TM/LN Synergy
This is what we’ve been waiting for! Finally, months after approval, the Ticketmaster/Live Nation merger has paid dividends. Now, if you’re a Ticketmaster customer you’ve just received an e-mail offering you $25 in Live Nation cash when you join the Zagat Wine Club. Whoopie! Now I’m gonna be so high when ordering tickets I won’t be able to complete my order, or will make a mistake and end up in the Ticketmaster customer care backwater, spending hours just trying to get a refund.
Buy a concert ticket and regret it? Just try to get your money back.
But the reason I’m writing is I’ve been inundated with e-mail about this. The page I’m linking you to does not do the e-mail justice, wherein the Live Nation cash offer is so prominent. And the point of my story is that we no longer live in the dark ages, make a faux pas in the Internet era and suddenly EVERYBODY knows about it!
The opposite is when you make great music, word spreads just as fast. That’s the new Web experience. Heinous and ultimate, the two opposites, are all anybody cares about. Mediocre? Merely good? Who’s got time for that! Which is why when your music is less than stellar you get no traction. The days of a limited radio world, where a promo man can get airplay on a lame label priority and make headway are done. No one’s got the time.
It’s like Rapino and Azoff have to get MBAs, or at least learn about brand management. Hell, Irving’s so good at protecting his acts, you’d think he’d protect TM/LN’s brand. But no. Tony Hsieh gets tons of publicity for allowing Zappos customer service reps to be heroes, and Ticketmaster is the most hated entity on earth. And, please be aware, Zappos does not sell on price, it’s not a discount outfit, its shoes are expensive, but people flock to the site because of the service. Isn’t this the future music business model? Where we offer goods at a fair price, but treat you fairly?
As for Live Nation, the concert promotion end of the entity, what exactly does the company stand for? If you went to a Bill Graham concert to be treated well, do you go to a Live Nation show to raise the company’s stock? Live Nation doesn’t give back, it only takes. Instead of ripping us off with service charges, it should be donating some of the exorbitant fees it charges to charity, then again, those fees represent its profit, along with beer and wine and parking.
Yup, that’s how screwed up the concert business is. You complain about the service fees? Those are the main revenue generator for Live Nation! Which helped create this situation by overpaying for acts to fill its buildings to create cash flow and give the illusion that promoting rock concerts is a profitable business that deserves Wall Street investment.
But it doesn’t. Only investors who can afford overpriced tickets don’t realize that the model is broken. That first and foremost, there must be demand. And that requires multiple acts that can do sell out business. But there are few of those, because it’s hard to reach critical mass in today’s market and too many wannabes are just that, having watched "American Idol" and read Perez Hilton, they’re focused on fame, not music, and unwilling to pay their dues for years in order to get a toehold, which may never pay off.
There will be a healthy concert business once again. When the acts functioning outside the system, who aren’t about the immediate splash, but the long term return, finally mature and pay dividends.
But that’s not now.
Now, it’s every man for himself. Every fat cat in the music industry trying to protect the old model, where he’s overpaid and the acts are secondary.
Meanwhile, the public is scratching its head and saying HUH?
Zagat and music, I see the connection. They’re both about selling out. Zagat was family-run, focused on delivering a great product, however limited, and now it’s a company trying to increase its footprint, damn the mission, just like Live Nation.Â
Presently Zagat is off the market, but you can credit the 2008 stock market crash for that: Zagat Family Is Putting Guide Empire on Market
If Live Nation wants to prosper, it not only has to protect and ultimately buff its image, it’s got to treat customers right. Instead, its stewards are turning it into a laughingstock.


TASK OBJECTIVE: What you give back must match the records below exactly, apart from the pictures, which are omitted.

EXTRACTED INFORMATION Start Marker

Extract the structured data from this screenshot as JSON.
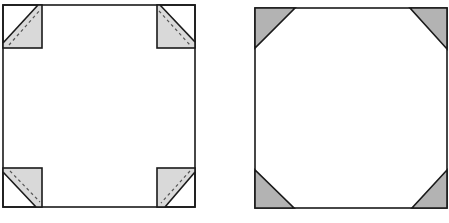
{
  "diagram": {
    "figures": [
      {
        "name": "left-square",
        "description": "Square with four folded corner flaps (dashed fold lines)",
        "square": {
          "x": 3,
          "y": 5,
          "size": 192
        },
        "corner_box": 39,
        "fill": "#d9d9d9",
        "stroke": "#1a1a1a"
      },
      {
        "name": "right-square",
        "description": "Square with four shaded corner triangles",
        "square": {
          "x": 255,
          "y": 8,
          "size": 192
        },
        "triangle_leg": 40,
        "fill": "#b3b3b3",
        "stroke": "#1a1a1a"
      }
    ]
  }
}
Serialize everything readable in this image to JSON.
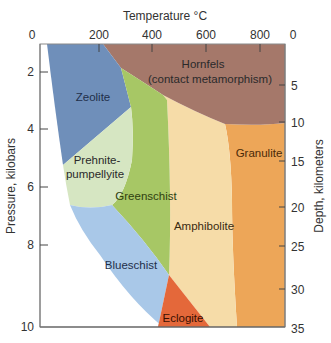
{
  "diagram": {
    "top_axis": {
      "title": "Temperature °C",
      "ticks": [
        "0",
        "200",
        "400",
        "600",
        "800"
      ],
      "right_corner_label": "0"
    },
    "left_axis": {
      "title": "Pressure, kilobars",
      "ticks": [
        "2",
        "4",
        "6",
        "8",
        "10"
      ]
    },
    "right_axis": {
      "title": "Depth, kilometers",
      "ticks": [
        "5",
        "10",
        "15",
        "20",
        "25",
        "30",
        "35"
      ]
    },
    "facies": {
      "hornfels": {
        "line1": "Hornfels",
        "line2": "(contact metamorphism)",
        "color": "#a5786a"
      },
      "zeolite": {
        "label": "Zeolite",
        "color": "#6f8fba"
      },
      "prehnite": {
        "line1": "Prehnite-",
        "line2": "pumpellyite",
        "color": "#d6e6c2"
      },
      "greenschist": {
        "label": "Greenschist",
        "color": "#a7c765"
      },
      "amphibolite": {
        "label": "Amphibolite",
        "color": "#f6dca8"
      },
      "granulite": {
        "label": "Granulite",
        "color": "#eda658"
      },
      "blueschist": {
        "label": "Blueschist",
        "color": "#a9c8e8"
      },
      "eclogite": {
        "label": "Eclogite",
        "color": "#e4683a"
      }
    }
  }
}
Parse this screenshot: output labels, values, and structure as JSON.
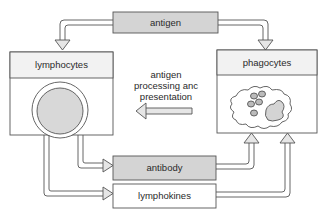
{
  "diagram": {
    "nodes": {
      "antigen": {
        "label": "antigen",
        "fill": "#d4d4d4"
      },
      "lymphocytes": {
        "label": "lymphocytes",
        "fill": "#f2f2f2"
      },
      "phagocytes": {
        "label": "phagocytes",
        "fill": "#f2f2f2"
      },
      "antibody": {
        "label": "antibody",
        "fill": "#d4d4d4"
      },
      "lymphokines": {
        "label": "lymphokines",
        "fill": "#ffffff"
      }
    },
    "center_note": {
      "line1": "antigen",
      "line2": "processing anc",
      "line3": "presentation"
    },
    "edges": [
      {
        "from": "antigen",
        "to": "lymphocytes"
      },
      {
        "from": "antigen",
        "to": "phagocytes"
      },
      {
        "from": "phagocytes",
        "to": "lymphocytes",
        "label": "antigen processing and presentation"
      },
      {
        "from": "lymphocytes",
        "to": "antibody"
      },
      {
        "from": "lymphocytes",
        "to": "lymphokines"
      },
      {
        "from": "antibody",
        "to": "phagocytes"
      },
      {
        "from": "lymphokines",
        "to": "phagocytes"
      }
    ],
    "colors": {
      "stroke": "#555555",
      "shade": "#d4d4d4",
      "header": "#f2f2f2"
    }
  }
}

EXTRACTED INFORMATION End Marker

WRITTEN RESPONSE:
Extract the structured data from this screenshot as JSON.
{
  "diagram": {
    "figures": [
      {
        "name": "left-square",
        "description": "Square with four folded corner flaps (dashed fold lines)",
        "square": {
          "x": 3,
          "y": 5,
          "size": 192
        },
        "corner_box": 39,
        "fill": "#d9d9d9",
        "stroke": "#1a1a1a"
      },
      {
        "name": "right-square",
        "description": "Square with four shaded corner triangles",
        "square": {
          "x": 255,
          "y": 8,
          "size": 192
        },
        "triangle_leg": 40,
        "fill": "#b3b3b3",
        "stroke": "#1a1a1a"
      }
    ]
  }
}
Serialize everything readable in this image to JSON.
{
  "diagram": {
    "top_axis": {
      "title": "Temperature °C",
      "ticks": [
        "0",
        "200",
        "400",
        "600",
        "800"
      ],
      "right_corner_label": "0"
    },
    "left_axis": {
      "title": "Pressure, kilobars",
      "ticks": [
        "2",
        "4",
        "6",
        "8",
        "10"
      ]
    },
    "right_axis": {
      "title": "Depth, kilometers",
      "ticks": [
        "5",
        "10",
        "15",
        "20",
        "25",
        "30",
        "35"
      ]
    },
    "facies": {
      "hornfels": {
        "line1": "Hornfels",
        "line2": "(contact metamorphism)",
        "color": "#a5786a"
      },
      "zeolite": {
        "label": "Zeolite",
        "color": "#6f8fba"
      },
      "prehnite": {
        "line1": "Prehnite-",
        "line2": "pumpellyite",
        "color": "#d6e6c2"
      },
      "greenschist": {
        "label": "Greenschist",
        "color": "#a7c765"
      },
      "amphibolite": {
        "label": "Amphibolite",
        "color": "#f6dca8"
      },
      "granulite": {
        "label": "Granulite",
        "color": "#eda658"
      },
      "blueschist": {
        "label": "Blueschist",
        "color": "#a9c8e8"
      },
      "eclogite": {
        "label": "Eclogite",
        "color": "#e4683a"
      }
    }
  }
}
Parse this screenshot: output labels, values, and structure as JSON.
{
  "diagram": {
    "nodes": {
      "antigen": {
        "label": "antigen",
        "fill": "#d4d4d4"
      },
      "lymphocytes": {
        "label": "lymphocytes",
        "fill": "#f2f2f2"
      },
      "phagocytes": {
        "label": "phagocytes",
        "fill": "#f2f2f2"
      },
      "antibody": {
        "label": "antibody",
        "fill": "#d4d4d4"
      },
      "lymphokines": {
        "label": "lymphokines",
        "fill": "#ffffff"
      }
    },
    "center_note": {
      "line1": "antigen",
      "line2": "processing anc",
      "line3": "presentation"
    },
    "edges": [
      {
        "from": "antigen",
        "to": "lymphocytes"
      },
      {
        "from": "antigen",
        "to": "phagocytes"
      },
      {
        "from": "phagocytes",
        "to": "lymphocytes",
        "label": "antigen processing and presentation"
      },
      {
        "from": "lymphocytes",
        "to": "antibody"
      },
      {
        "from": "lymphocytes",
        "to": "lymphokines"
      },
      {
        "from": "antibody",
        "to": "phagocytes"
      },
      {
        "from": "lymphokines",
        "to": "phagocytes"
      }
    ],
    "colors": {
      "stroke": "#555555",
      "shade": "#d4d4d4",
      "header": "#f2f2f2"
    }
  }
}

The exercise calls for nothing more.